Saw Jerry Springer The Opera last night.

The program and reviews suggested I might be offended by incessant profanity, blasphemy, freaky trailer trash or songs about poop fetishes. Nope.

What I hadn't considered was that a Jerry Springer opera would be much like a Jerry Springer show: chaotic in every detail. There's a reason I don't watch daytime television.

Overall: it was better than Wicked. Good production, fantastic choral singing, good acting, well staged.

It really was an opera, with each character following his/her own musical and lyrical themes. Like any "through-sung" piece, some parts strained to find enough melody for the words, but that's expected with opera.

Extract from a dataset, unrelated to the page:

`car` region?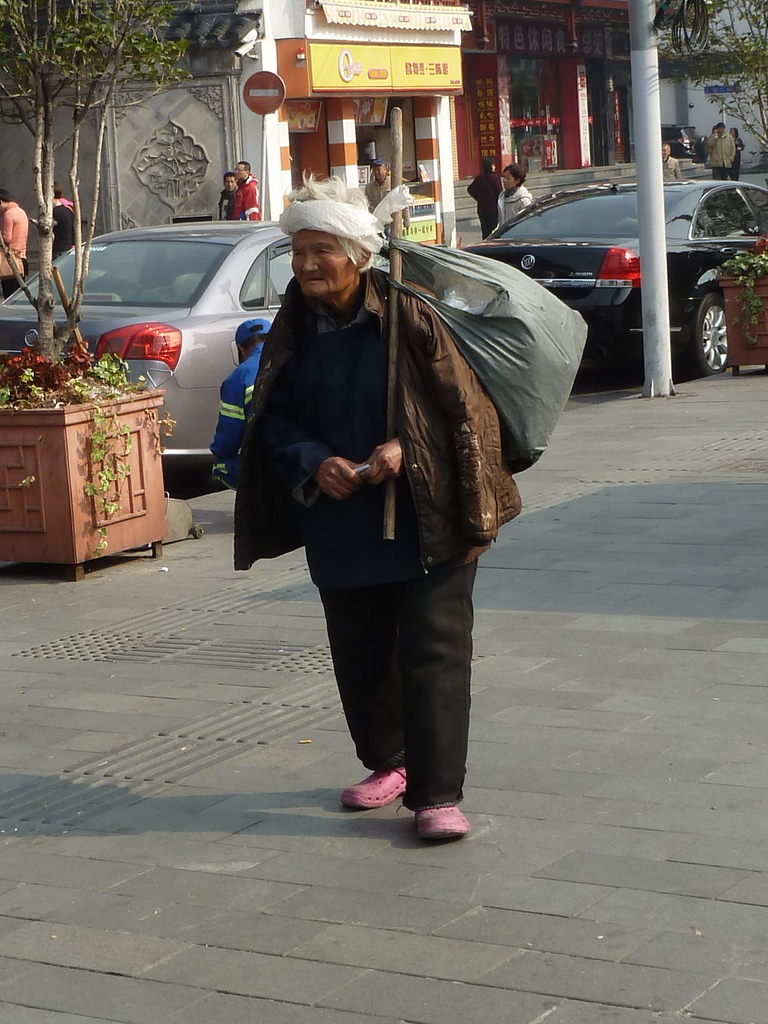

But this was a Jerry Springer opera. Every melody and theme is quickly interrupted by another character's aria charging in like a flying chair. Few melodies lasted fifteen seconds before being replaced by a new rhythm, tune and vocalist. The effect is funny at first, but quickly becomes frustrating. Nothing is allowed to build and the popcorn chunks don't taste like much.

Where before have I experienced this rattling, depressing, unsettling, rhythm? Oh, yeah. The Jerry Springer Show.

I found myself looking for a story, or a character arc, or a clever song to latch onto - but the show kept changing direction, interrupting itself, introducing outrageous new details but dismissing each one for the next in rapid, pointless succession.

It was frustrating and unsatisfying - yet it also felt true to the source material. It truly was a Jerry Springer opera.

What Jerry Springer and other talk/reality shows offered was a new role for the audience. A story takes the audience inside to experience movement, adventure, romance, hilarity. Jerry Springer leaves the audience outside to point and laugh. To step inside the sad freaks' lives would be tragic and depressing. To watch from outside is emotionally involving, but the only emotions hot enough to arc across the gap are anger and scorn. This show offers both as humor, but their basic composition remains the same.

Jerry begins his show and introduces his typical characters - unfaithful husbands, fetishists, transvestites, etc. They scream at each other, they sing and interrupt, they stop for commercials. In the second half, Jerry travels into Purgatory and Hell to host a confrontation between Jesus and Satan that echoed the scorned-women catfight that began the show. The staging got better; the lack of momentum got worse; the level of chaos stayed the same. It didn't make any sense as a story or character conflict, but as a repeat broadcast of a white-trash trainwreck I'd seen earlier in the day, it kept me watching.